USA TODAY International Edition

Trump space plans may restore U.S. optimism

- Glenn Harlan Reynolds Glenn Harlan Reynolds, a University of Tennessee law professor, is a member of USA TODAY’s Board of Contributo­rs.

Last year, candidate Donald Trump’s team and running mate Mike Pence floated the idea of restoring the National Space Council, a body that hadn’t existed since former president Bill Clinton abolished it in 1993. Trump kept that promise as president, and now it’s up and running. Chaired by Vice President Pence, with a White House office and a small staff, the council is intended to bring order and priorities to America’s space program.

I’m glad Trump did this. The council played an important role in the late 1980s and early 1990s in establishi­ng conditions for successful commercial space industries, which are now thriving, and in managing the consequenc­es of the end of the Cold War.

As we enter a new period of change — this one marked by the twin phenomena of explosive commercial growth and increased space militariza­tion — it’s a good idea to have someone in the White House thinking about and coordinati­ng these issues.

That said, space policy is, to my mind, one of the Obama administra­tion’s greatest successes. Simply by mostly leaving things alone, except to clear a few legal and regulatory hurdles, the Obama administra­tion, as The Washington Post noted, brought capitalism to outer space. And there’s a lesson in that for the Trump administra­tion.

Where once pretty much everything in space was government-controlled, either via NASA or the Department of Defense, now we have numerous commercial concerns, ranging from oldline space companies such as Boeing and Lockheed Martin, to the many exciting new space companies such as SpaceX, Blue Origin, Deep Space Industries, Planetary Resources and more.

At the first council meeting Thursday, Pence announced a full review to ensure that regulatory barriers aren’t holding back progress in commercial space. He also announced a plan to return to the moon, at long last.

Expanding humanity’s presence — and in particular, America’s presence — beyond the Earth and throughout the solar system offers a lot of benefits. Asteroid resources alone are valued in the quintillio­ns, and there are already companies in business to exploit them.

Moving humanity beyond a single planet makes it much less likely that a major disaster could wipe out the human race (and gives us the capabiliti­es to prevent some disasters, like a major cometary or asteroidal impact of the sort that killed off the dinosaurs).

Most important, I think, expansion into an open frontier means opening minds. As Samuel Eliot Morison wrote in his classic biography of Christophe­r Columbus, when Columbus set sail in 1492, Europe was in a funk. Christian civilizati­on was shrinking and dividing, and people were growing cynical and desperate.

All that changed in short order, he wrote. Columbus became a symbol of “hope, glory and accomplish­ment. His medieval faith impelled him to a modern solution: expansion.”

Morison’s descriptio­n of preColumbi­an Europe sounds distressin­gly like our current-day civilizati­on. What worked for them could work for us. It’s time.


__YOUR INSTRUCTIONS__
Your answer must be only the lines below from the one containing "Describe the element at coordinates (701, 317)" through the one containing "pyautogui.click(x=<x>, y=<y>)", copied exactly, with the pictures left out.
+++
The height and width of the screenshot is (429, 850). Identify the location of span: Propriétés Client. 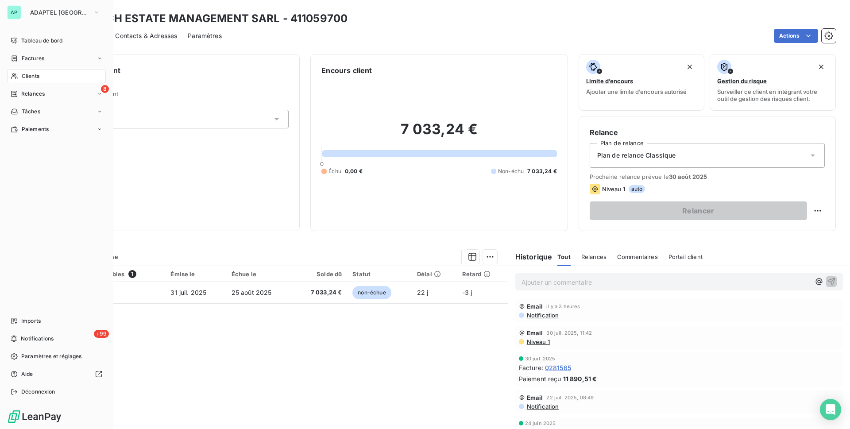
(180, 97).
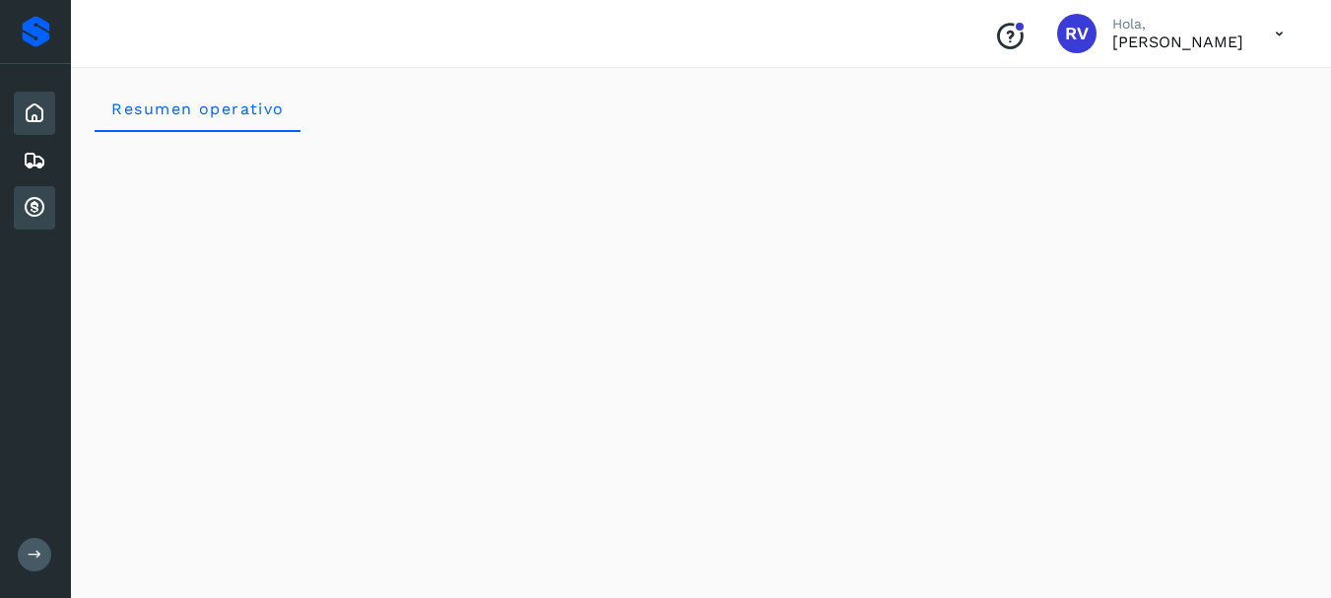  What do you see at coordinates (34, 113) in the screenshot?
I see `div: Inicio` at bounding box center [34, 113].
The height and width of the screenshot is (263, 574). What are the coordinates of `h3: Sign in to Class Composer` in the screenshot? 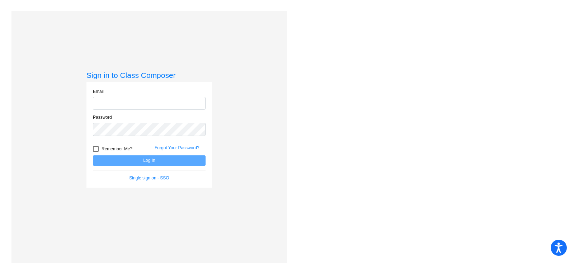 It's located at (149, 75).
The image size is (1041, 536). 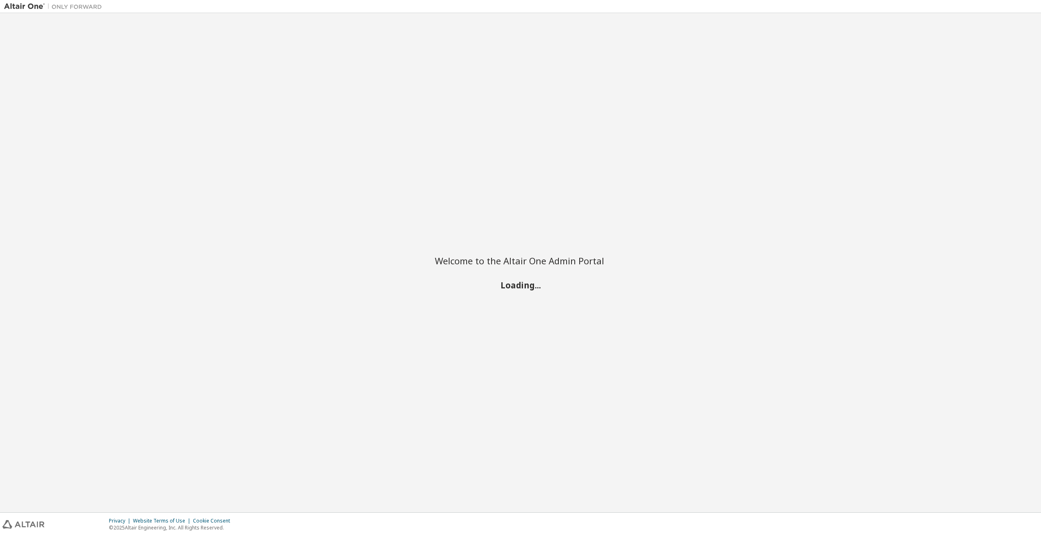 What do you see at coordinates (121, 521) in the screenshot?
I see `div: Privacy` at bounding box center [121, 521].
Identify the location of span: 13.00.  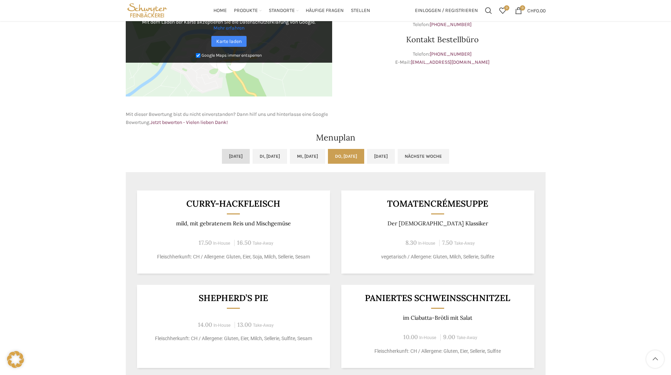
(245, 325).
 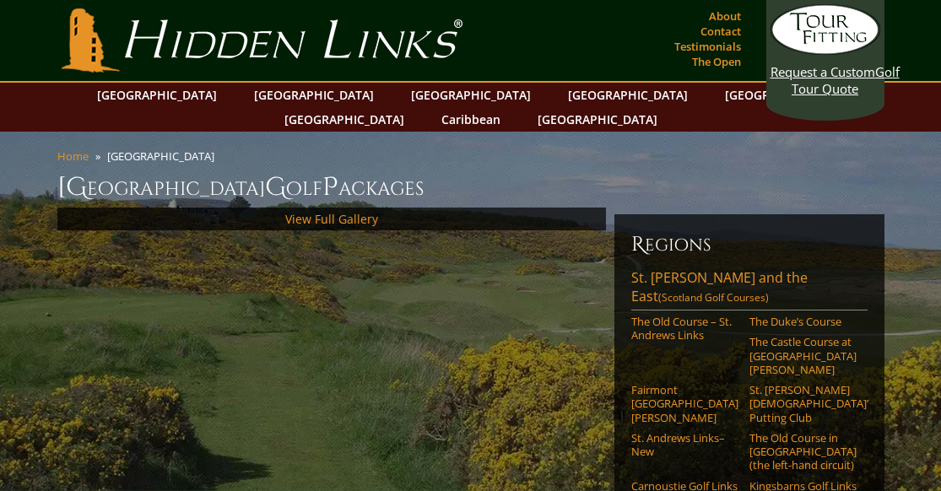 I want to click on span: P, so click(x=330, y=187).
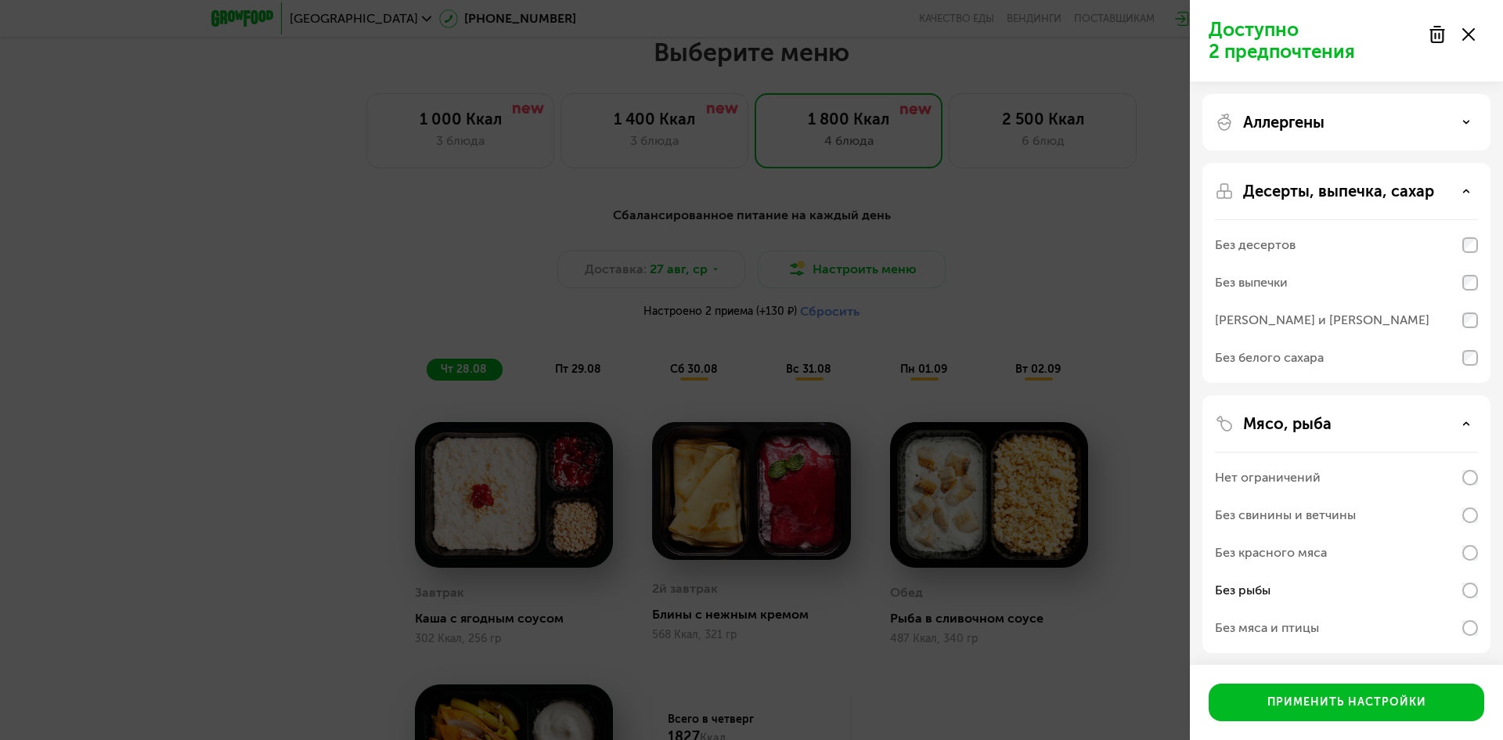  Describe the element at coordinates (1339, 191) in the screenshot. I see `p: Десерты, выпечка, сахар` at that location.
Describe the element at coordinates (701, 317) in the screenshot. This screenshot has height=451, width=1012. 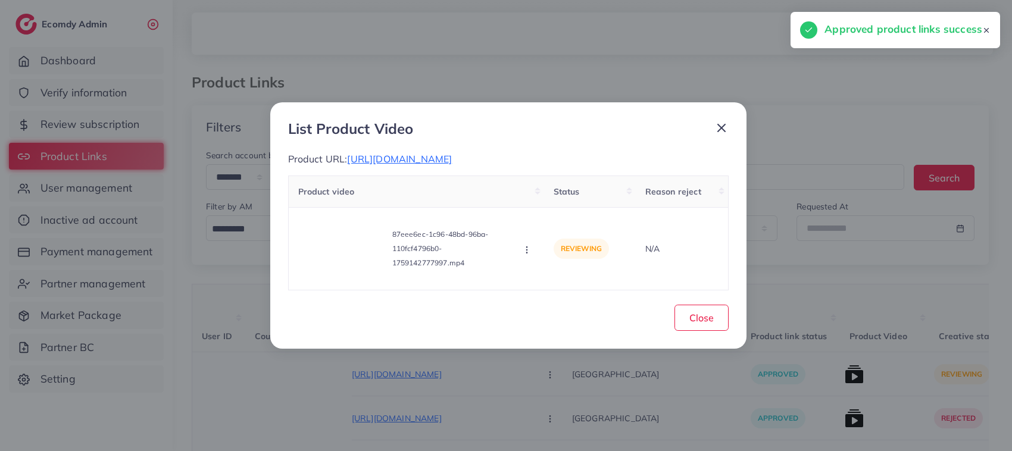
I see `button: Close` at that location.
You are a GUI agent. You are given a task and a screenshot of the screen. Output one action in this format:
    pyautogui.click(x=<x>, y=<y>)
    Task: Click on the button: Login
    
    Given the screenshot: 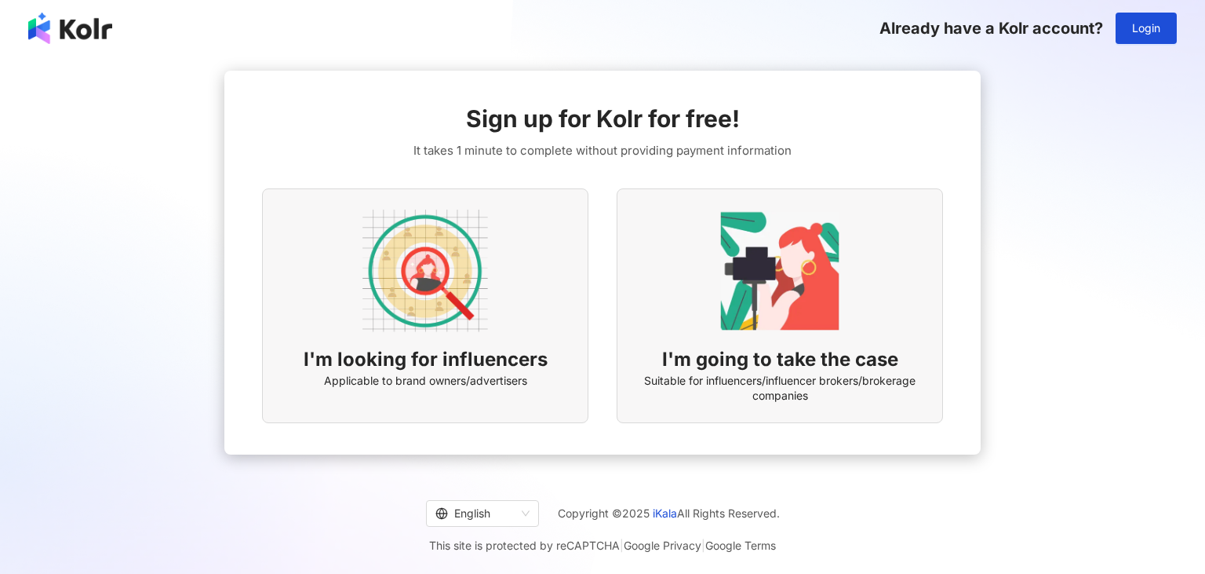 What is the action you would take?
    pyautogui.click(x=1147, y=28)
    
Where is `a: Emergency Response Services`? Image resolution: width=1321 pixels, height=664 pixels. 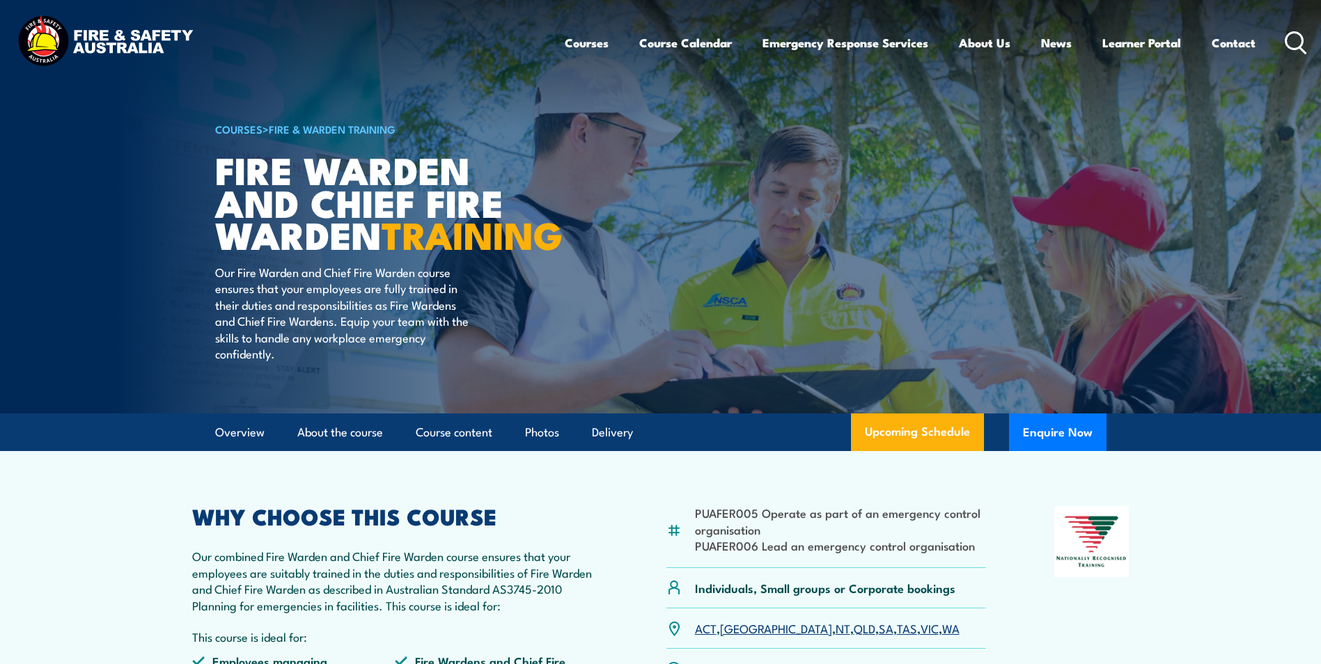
+++
__YOUR RESPONSE__
Describe the element at coordinates (701, 317) in the screenshot. This screenshot has height=451, width=1012. 
I see `button: Close` at that location.
You are a GUI agent. You are given a task and a screenshot of the screen. Output one action in this format:
    pyautogui.click(x=<x>, y=<y>)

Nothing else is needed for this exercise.